She has functional depression

She tells everyone she’s okay. And technically, she is. She goes to work. She replies to messages. She shows up when she’s needed. She keeps things moving. But she’s not okay. She hasn’t been okay in a really long time. She just learned how to hide it well enough that people stopped asking what’s wrong.

She wakes up tired. Not just physically. Soul tired. The kind of tired that sleep doesn’t fix. She goes to sleep tired too - if she sleeps at all. Because her mind doesn’t shut up. It replays conversations. It revisits mistakes. It anticipates problems that haven’t even happened yet. She is fighting a war inside her own head every single day. And no one sees it.

She carries pain she doesn’t talk about. Old pain. New pain. Layered pain. Things she hasn’t processed. Things she doesn’t feel ready to face. Things she minimises because “other people have it worse.” She walks around with a smile that doesn’t match how she feels on the inside. And people think she changed. She didn’t. Life just hit her too hard. And she had to learn how to survive it without falling apart in front of everyone.

Everyone leans on her. She’s the strong one. The reliable one. The calm one. It’s like she’s unbreakable. Like she’s built for this. Like she can carry anything. But when she needs someone? Nothing. Complete silence. No one notices the cracks. No one asks twice. No one sits long enough to see past the “I’m fine.”

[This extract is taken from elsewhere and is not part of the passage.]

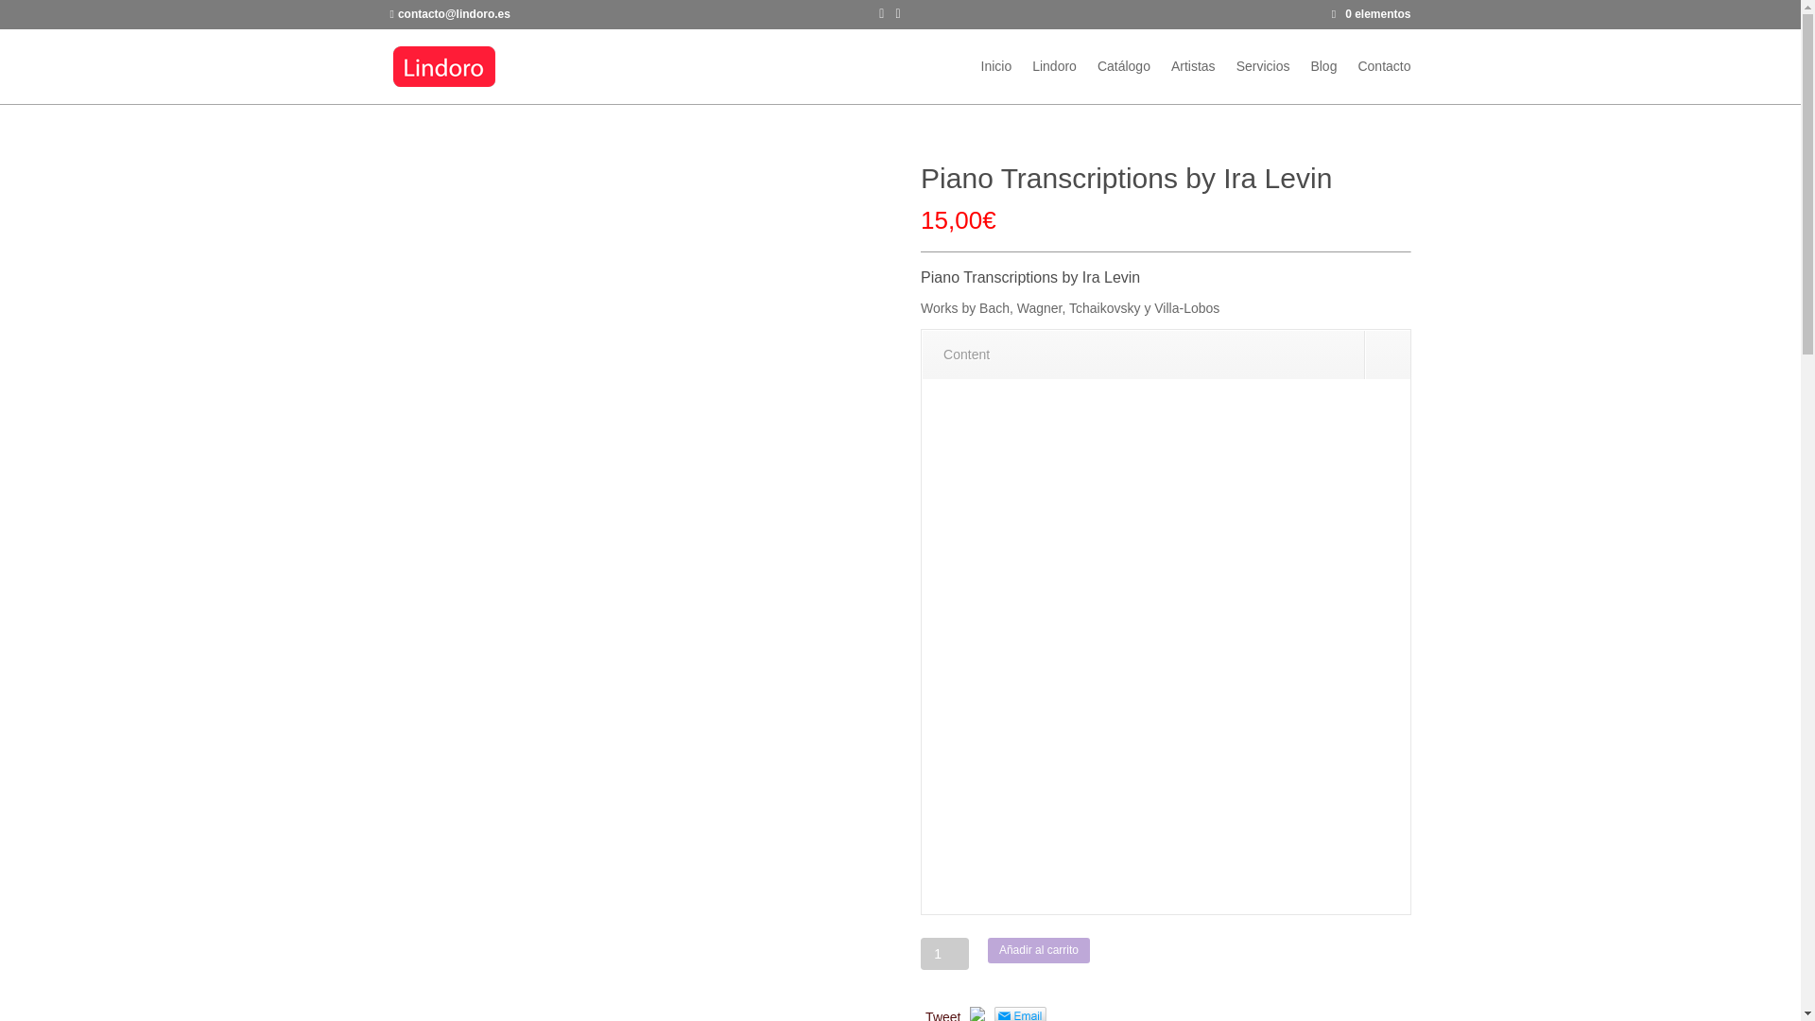 The width and height of the screenshot is (1815, 1021). What do you see at coordinates (1054, 81) in the screenshot?
I see `Lindoro` at bounding box center [1054, 81].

She cries in private. In dark rooms.. In the shower. Late at night when the house is quiet. She lets it out just enough to function again. Then she wipes her face. Straightens her shoulders. Walks out like nothing ever happened. Because she doesn’t want attention. She doesn’t want drama. She doesn’t want to be a burden. She just wants someone who sees her.

Someone who knows she’s been holding everything together with unsteady hands. Who recognises that strength can be a coping mechanism. Who understands that functioning doesn’t mean flourishing. She doesn’t want to just keep surviving. She wants to feel okay again. Not just “managing.” Not just “getting through.” Actually okay. Actually breathing without it hurting. Actually waking up without heaviness sitting on her chest. 

Functional depression is strange. You don’t fall apart publicly. You don’t miss deadlines. You don’t disappear. You just slowly disappear inside yourself. And the world keeps applauding you for coping.

But here’s the truth: She is tired of being strong. Tired of being the safe place for everyone else. Tired of pretending she’s not carrying more than she should. She doesn’t need fixing. She doesn’t need saving. She just needs to be seen. To be asked twice. To be told she doesn’t have to earn love by being unbreakable.

Maybe one day she will feel okay again. Not just functioning. Not just surviving. But living. Breathing deeply without pain sitting in her chest. Smiling and meaning it. Resting without guilt. Being held instead of always holding. Until then, she will keep going. But I hope - more than anything - that one day she doesn’t just make it through. I hope one day she feels light again.